Saudi Arabia reported 250 per cent growth over the same period.
"Here in the kingdom the service is limited to BlackBerry messenger and email currently and we expect to roll out the full browsing services, Twitter, Facebook in the next couple of months," said Patrick Spence, the managing director of global sales and regional marketing at RIM.
The company's stock lost 75 per cent last year as it came under increasing pressure from rival smartphone makers while battling a series of service interruptions that.
The decline has fuelled speculation about a possible bid for the company. RIM shares surged 8 per cent on Tuesday after a blog reported Samsung may be interested in buying the company.
Samsung denied the report.
"Right now we're extremely profitable.
"We don't really have any debt on our balance sheet.
"We're in an excellent financial position," Mr Spence said yesterday in Riyadh.

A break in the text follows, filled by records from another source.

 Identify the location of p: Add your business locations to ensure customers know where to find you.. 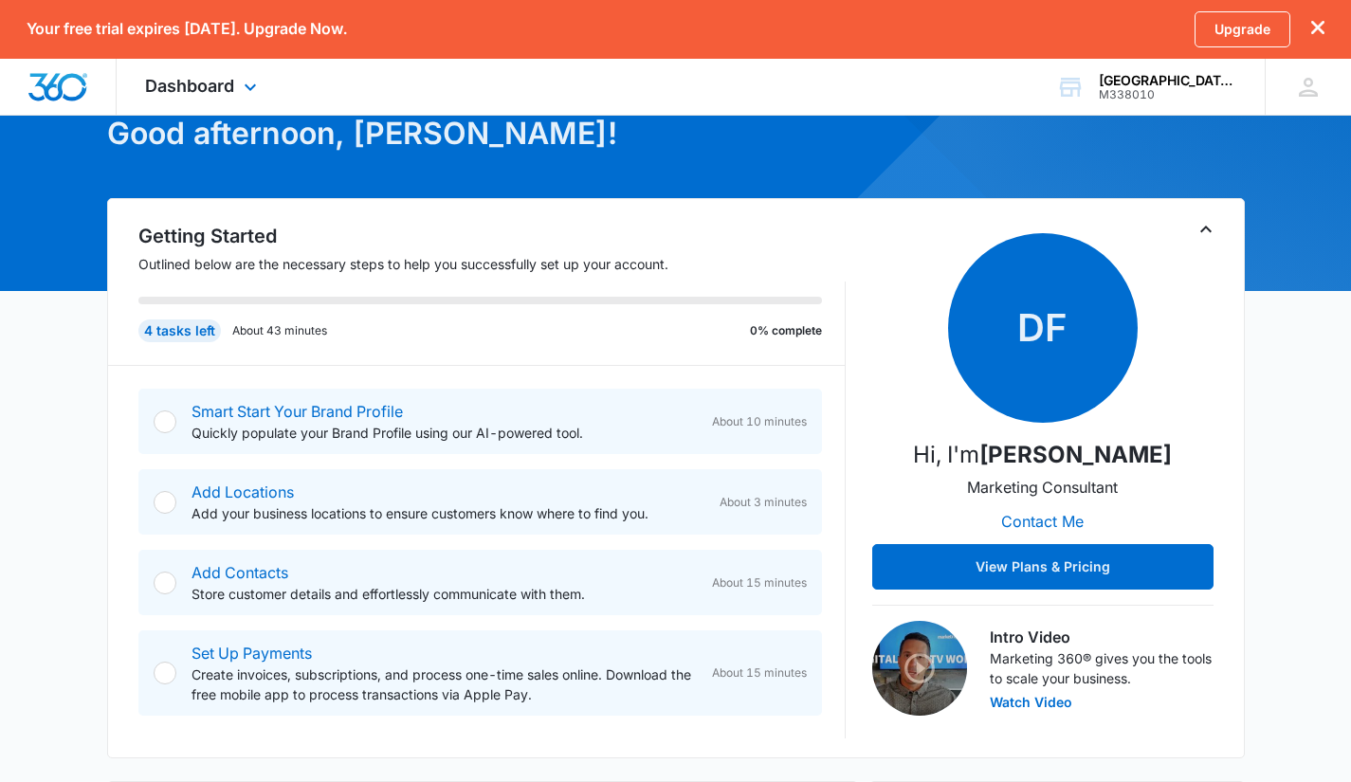
(448, 513).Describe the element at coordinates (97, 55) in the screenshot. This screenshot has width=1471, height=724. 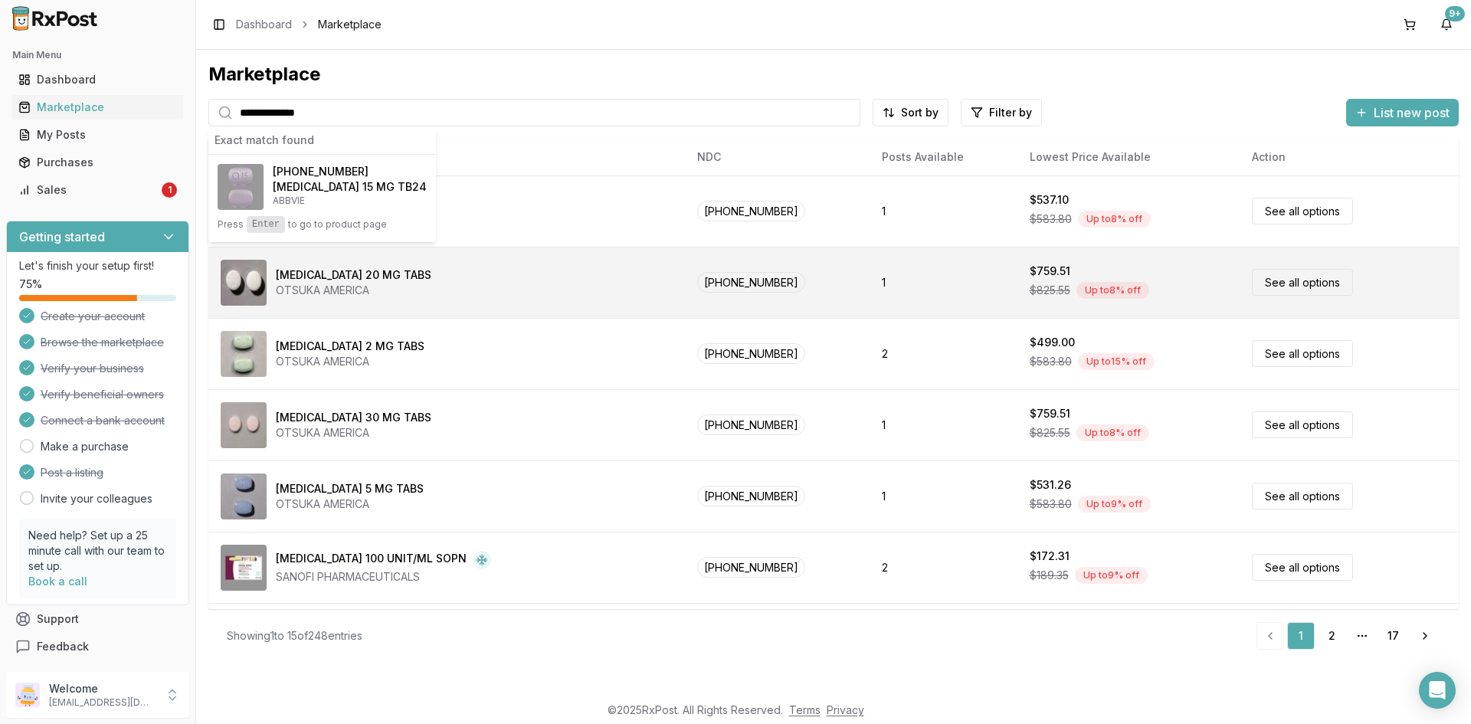
I see `h2: Main Menu` at that location.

However yesterday it was reported that RIM's Mike Lazaridis and Jim Balsillie had bowed to investor pressure and resigned as co-CEOs, handing the top job to an insider with four years at the struggling BlackBerry maker.
Thorsten Heins, a former Siemens AG executive who has risen steadily through RIM's upper management ranks since joining the Canadian company in late 2007, took over as CEO on Saturday, RIM said on Sunday. The shift ended the two-decade long partnership of Lazaridis and Balsillie atop a once-pioneering technology company that now struggles against Apple and Google.
While the company's business faces increasing competitive headwinds from rival smartphone makers in other markets, it is expecting this year to be "big" in the UAE and Saudi Arabia.
Yesterday RIM reached a deal with the Saudi Arabian General Investment Authority (Sagia) to boost the development of mobile apps in the country.
"We see an increasing demand in this region for localised applications and mobile content and this is creating an opportunity for enterprising software developers," said Fahd Hamidaddin, Sagia's chief of marketing and competitiveness initiatives.